Real-World Scenarios Where “Regenerate” Shines
This workflow transforms how teams maintain different types of documentation.
Updating System Architecture Diagrams After a Microservice Refactor
Your team decides to introduce a message queue between the API and the Worker.
- Old Way: Open the diagram. Delete the line. Add a “Queue” icon. Draw two new lines. Re-center everything.
- The AI Way: Open your prompt in the AI System Architecture Generator. Edit the text and generate the diagram. Done.
Adapting Flowcharts to Evolving Business Logic
Product requires a new approval step for transactions over $10,000.
- Old Way: Drag all the bottom nodes down to make space. Insert a diamond. Reconnect arrows. Fix the crooked lines.
- Regenerate Way: Open the AI Flowchart Maker prompt. Add the sentence: “If transaction is > $10k require Admin Approval.” Click Regenerate. The AI inserts the node and reflows the chart perfectly.
Keeping UML Class Diagrams in Sync with Codebase Changes
You just refactored the User class to implement a new Interface.
- Old Way: Manually edit the class box. Add the interface box. Draw the dotted line with the triangle head.
- Regenerate Way: Copy the new class file content. Paste it into the AI UML Class Diagram Generator. Click Regenerate. The diagram reflects the new inheritance immediately.
Reflecting Database Schema Adjustments in ERDs
You ran a migration that added three columns and a foreign key.
- Old Way: Manually type the column names into the entity box. Draw the line.
- Regenerate Way: Copy the output of pg_dump. Paste it into the AI ER Diagram Generator. Click Regenerate. The visual schema is now identical to production.
The AI Diagram Maker “Regenerate” Workflow Explained
Here is the precise workflow to keep your docs fresh.
- Step 1: Modifying Your Source: The change happens in your work environment first. You write the code, edit the SQL, or update the requirements document.
- Step 2: Inputting Updated Information: Go to AI Diagram Maker. If you saved your previous diagram (which you can do via our Diagram-as-Code integration), load it up. Delete the old part and paste the new part.

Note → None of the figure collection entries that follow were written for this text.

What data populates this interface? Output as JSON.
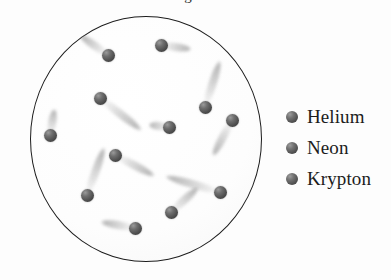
{
  "diagram": {
    "type": "particle-container-illustration",
    "caption_fragment": "g",
    "container": {
      "shape": "circle",
      "center_x": 146,
      "center_y": 139,
      "width": 232,
      "height": 246,
      "border_color": "#1d1d1d",
      "fill_color": "#fdfdfd"
    },
    "particle_style": {
      "diameter": 13,
      "color": "#4a4a4a",
      "highlight_color": "#9a9a9a",
      "trail_color": "#8c8c8c",
      "trail_description": "motion blur streak"
    },
    "particles": [
      {
        "id": "p1",
        "x": 161,
        "y": 45,
        "size": 13,
        "trail_angle": 8,
        "trail_length": 30
      },
      {
        "id": "p2",
        "x": 108,
        "y": 55,
        "size": 13,
        "trail_angle": 215,
        "trail_length": 34
      },
      {
        "id": "p3",
        "x": 100,
        "y": 98,
        "size": 13,
        "trail_angle": 38,
        "trail_length": 52
      },
      {
        "id": "p4",
        "x": 205,
        "y": 107,
        "size": 13,
        "trail_angle": 288,
        "trail_length": 48
      },
      {
        "id": "p5",
        "x": 232,
        "y": 120,
        "size": 13,
        "trail_angle": 118,
        "trail_length": 40
      },
      {
        "id": "p6",
        "x": 50,
        "y": 135,
        "size": 13,
        "trail_angle": 280,
        "trail_length": 26
      },
      {
        "id": "p7",
        "x": 169,
        "y": 127,
        "size": 13,
        "trail_angle": 186,
        "trail_length": 20
      },
      {
        "id": "p8",
        "x": 115,
        "y": 155,
        "size": 13,
        "trail_angle": 28,
        "trail_length": 44
      },
      {
        "id": "p9",
        "x": 87,
        "y": 195,
        "size": 13,
        "trail_angle": 290,
        "trail_length": 50
      },
      {
        "id": "p10",
        "x": 220,
        "y": 192,
        "size": 13,
        "trail_angle": 196,
        "trail_length": 56
      },
      {
        "id": "p11",
        "x": 171,
        "y": 212,
        "size": 13,
        "trail_angle": 318,
        "trail_length": 36
      },
      {
        "id": "p12",
        "x": 135,
        "y": 228,
        "size": 13,
        "trail_angle": 190,
        "trail_length": 34
      }
    ]
  },
  "legend": {
    "items": [
      {
        "label": "Helium",
        "marker_color": "#4a4a4a"
      },
      {
        "label": "Neon",
        "marker_color": "#4a4a4a"
      },
      {
        "label": "Krypton",
        "marker_color": "#4a4a4a"
      }
    ]
  }
}
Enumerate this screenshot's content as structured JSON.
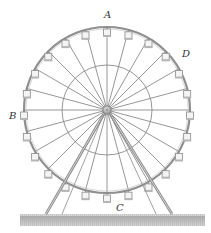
{
  "figure": {
    "labels": {
      "A": "A",
      "B": "B",
      "C": "C",
      "D": "D"
    },
    "geometry": {
      "hub": [
        107,
        110
      ],
      "outer_radius": 83,
      "inner_radius": 45,
      "spoke_count": 24,
      "gondola_count": 24
    },
    "colors": {
      "line": "#8a8a8a",
      "rim": "#8f8f8f",
      "ground": "#b8b8b8",
      "gondola_fill": "#f4f4f4",
      "text": "#333333"
    }
  }
}
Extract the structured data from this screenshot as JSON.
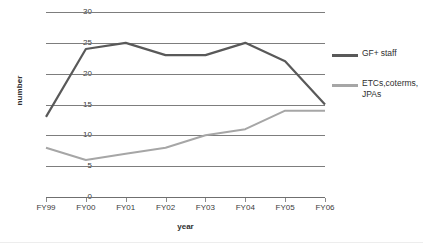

- Step 3: Instant Diagram Update: Hit generate. The engine runs, parses the new state, and renders the new graph.
- Step 4: Reviewing and Exporting: Verify the logic. If it looks good, export the SVG and commit it to your repo.
Why “Regenerate” Outperforms “Live Sync” and Manual Editing
You might ask, “Why not just use a tool that live syncs with my code?”
The Limitations of Live Sync for Complex Systems
“Live Sync” plugins promise the world but often fail in practice. They require complex configuration, break when the code doesn’t compile perfectly, and struggle to visualize high-level abstractions, often showing too much detail when you only want an architectural overview.
Our “Copy-Paste-Regenerate” approach is robust. It works on snippets, pseudo-code, and even code that doesn’t compile yet. It gives you control over what you visualize.
The Inefficiency of Manually Dragging Boxes in Lucidchart
Dragging boxes is not engineering: it is low-leverage work. Every minute you spend aligning pixels is a minute you are wasting. The “Regenerate” workflow respects your time.
The Focus: Ensuring Diagrams Accurately Reflect the Current State
The ultimate goal is trust. You want your team to trust the diagrams. If updating is easy, you will do it more often. If you do it more often, the diagrams will be accurate. If the diagrams are accurate, the team will trust them.
This virtuous cycle starts with making the update process painless. That is what this workflow does. It makes keeping documentation alive the path of least resistance.
See The Developer’s Guide to AI Diagramming main guide for more on how this philosophy fits into the modern developer stack.